Newly elected Florida Governor Ron DeSantis seemed to be off to a good start. He called for the entire South Florida Water Management District to resign over allegations of gross mismanagement and his movement on medical marijuana has pleased many across the state. The first polls show that DeSantis is still in his honeymoon phase with the voters.
But the honeymoon may be at an end.
Florida already has a program that allows corporate taxpayers to skip paying Tallahassee and instead send their money to private schools where it is used to pay for the State’s Tax Credit Scholarship Program.
Florida has four voucher programs providing money to private schools. The tax credit program is the state’s largest, serving nearly 100,000 students. Another 14,000 students are waiting to get in on the program.
DeSantis’ plan? Take $90 to $100 million more from general revenues and pay that over to private schools to take the kids off the waiting list, out of public schools, and into private academies.
Florida’s teacher unions tried to have the existing tax credit voucher program declared unconstitutional. Florida’s Constitution has a provision that education is a fundamental value and guarantees that each student residing in the state is entitled to an education from a “uniform, efficient, safe, secure, and high quality system of free public schools.” The Florida Supreme Court rejected the challenge and let a lower court ruling stand.
The problem is that private schools are not the same as public schools, contrary to the Governor’s assertions. Private schools are not bound by the same requirements for teacher qualifications.
The Orlando Sentinel had published stories detailing how private schools that take state money used fraudulent fire and health reports and even hired untrained teachers, some with criminal records. These private schools also freely discriminate based on religion, disability, language skills, and even sexual orientation.
The private schools aren’t the panacea they claim to be. About 60 percent of the students who use a tax credit scholarship return to public school within one or two years. Those who come back do worse on state tests, meaning the public schools have to expend even more resources to try to get the children back on track.
That’s no surprise in a private school system that lacks both standards and accountability.
DeSantis is clearly trying to appeal to his conservative base that would rather that the State get out of education all together. Well, except for the money part. They’re fine with the state writing checks to private schools. They just bristle at the idea that these schools, many of which are religious academies, be held to the same standards as the public schools that they want to replace.
Education can’t be treated like any business. When a store or factory closes down, the impact is localized and temporary. When a child is cheated out of the promise of a high-quality education, the damage is felt for a lifetime for the child and for generations by the people of Florida.
U.S. News & World Report ranked Florida at number 40 among the states for K-12 educational achievement, even behind states like Alabama and Arkansas. We can do better. Statewide, our college system ranks among the nation’s best. Our primary education system slacks by comparison.
And diverting even more money from our public school system just guarantees that we will be frozen forever in failure, like a fly fossilized in amber.
Voters should let the Governor and their State Senators and Representatives know that they should stop the slow dismantling of our education system and reject the expansion of the Tax Credit Scholarship Program.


TASK PROMPT | Look through the entries and report how many lines include the word "this". Give the number alone.

********

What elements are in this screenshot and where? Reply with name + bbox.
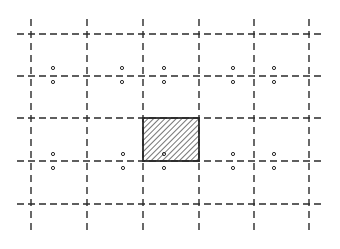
grid-diagram <box>0 0 340 249</box>
dot-marker <box>51 66 54 69</box>
dot-marker <box>272 80 275 83</box>
dot-marker <box>51 152 54 155</box>
dot-marker <box>162 166 165 169</box>
dot-marker <box>121 152 124 155</box>
dot-marker <box>162 66 165 69</box>
dot-marker <box>272 166 275 169</box>
hatched-rectangle <box>143 118 199 161</box>
dot-marker <box>231 66 234 69</box>
dot-marker <box>51 166 54 169</box>
dot-marker <box>51 80 54 83</box>
dot-marker <box>272 66 275 69</box>
dot-marker <box>231 152 234 155</box>
dot-marker <box>272 152 275 155</box>
dot-marker <box>120 80 123 83</box>
dot-marker <box>162 80 165 83</box>
dot-marker <box>121 166 124 169</box>
dot-marker <box>231 166 234 169</box>
dot-marker <box>120 66 123 69</box>
hatched-cell <box>143 118 199 161</box>
dot-marker <box>231 80 234 83</box>
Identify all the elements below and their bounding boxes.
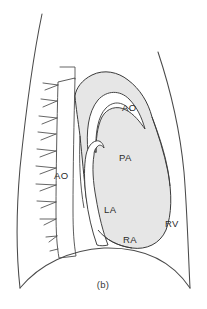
figure-container: AO PA AO LA RV RA (b) [0,0,207,309]
label-right-ventricle: RV [165,218,179,229]
label-pulmonary-artery: PA [119,152,132,163]
label-descending-aorta: AO [54,170,69,181]
label-left-atrium: LA [104,204,117,215]
label-right-atrium: RA [123,234,137,245]
figure-caption: (b) [97,279,110,290]
label-aortic-arch: AO [122,102,137,113]
lateral-chest-diagram: AO PA AO LA RV RA (b) [0,0,207,309]
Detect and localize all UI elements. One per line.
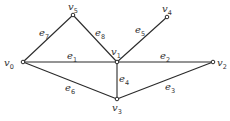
vertex-label-v2: v2 (217, 57, 227, 71)
vertex-label-v4: v4 (162, 3, 172, 17)
vertex-v1 (115, 60, 119, 64)
vertex-label-v0: v0 (4, 57, 14, 71)
vertex-label-v5: v5 (68, 1, 78, 15)
edge-label-e8: e8 (95, 27, 105, 41)
edge-label-e3: e3 (165, 81, 175, 95)
vertex-label-v3: v3 (112, 102, 122, 116)
edge-label-e6: e6 (65, 82, 75, 96)
vertex-v2 (211, 60, 215, 64)
edge-label-e5: e5 (135, 24, 145, 38)
vertex-v0 (21, 60, 25, 64)
edge-label-e4: e4 (119, 73, 129, 87)
vertex-v3 (115, 97, 119, 101)
graph-diagram: e1e2e3e4e5e6e7e8v0v1v2v3v4v5 (0, 0, 230, 121)
edge-label-e7: e7 (39, 27, 49, 41)
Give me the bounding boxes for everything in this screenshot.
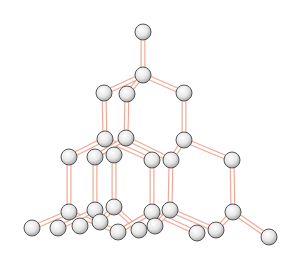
atom xyxy=(147,218,163,234)
atom xyxy=(118,130,134,146)
atom xyxy=(261,229,277,245)
atom xyxy=(189,225,205,241)
atom xyxy=(176,132,192,148)
atom xyxy=(119,86,135,102)
atom xyxy=(162,202,178,218)
atom xyxy=(135,24,151,40)
atom xyxy=(176,85,192,101)
atom xyxy=(92,214,108,230)
atom xyxy=(224,152,240,168)
lattice-svg xyxy=(0,0,296,259)
atom xyxy=(106,147,122,163)
atom xyxy=(144,152,160,168)
atom xyxy=(110,224,126,240)
atom xyxy=(50,220,66,236)
atom xyxy=(87,149,103,165)
atom xyxy=(24,220,40,236)
atom xyxy=(96,85,112,101)
atom xyxy=(208,222,224,238)
atom xyxy=(106,199,122,215)
atom xyxy=(61,149,77,165)
atom xyxy=(225,204,241,220)
atom xyxy=(135,67,151,83)
atom xyxy=(163,152,179,168)
atom xyxy=(144,204,160,220)
atom xyxy=(131,222,147,238)
diamond-lattice-diagram xyxy=(0,0,296,259)
atom xyxy=(72,218,88,234)
atom xyxy=(97,131,113,147)
atom xyxy=(61,204,77,220)
atoms-group xyxy=(24,24,277,245)
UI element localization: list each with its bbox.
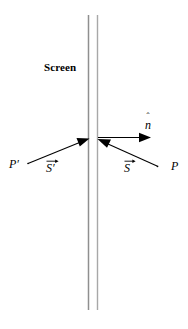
endpoint-dot-p-prime xyxy=(27,163,29,165)
vector-label-n-hat-text: n xyxy=(145,119,151,131)
canvas-background xyxy=(0,0,188,329)
point-label-p: P xyxy=(171,160,178,172)
vector-label-s-text: S xyxy=(124,162,136,174)
vector-arrow-overbar-s xyxy=(124,158,136,163)
endpoint-dot-p xyxy=(157,165,159,167)
vector-label-s-prime: S′ xyxy=(46,158,59,174)
vector-label-s-prime-text: S′ xyxy=(46,162,59,174)
physics-diagram-figure: Screen P′ P S′ S ˆ n xyxy=(0,0,188,329)
screen-label: Screen xyxy=(44,62,76,73)
vector-label-s: S xyxy=(124,158,136,174)
vector-arrow-overbar-s-prime xyxy=(46,158,59,163)
prime-glyph: ′ xyxy=(52,161,55,175)
diagram-canvas xyxy=(0,0,188,329)
point-label-p-prime: P′ xyxy=(9,158,19,170)
vector-label-n-hat: ˆ n xyxy=(145,114,151,131)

********

EXERCISE OUTPUT | 2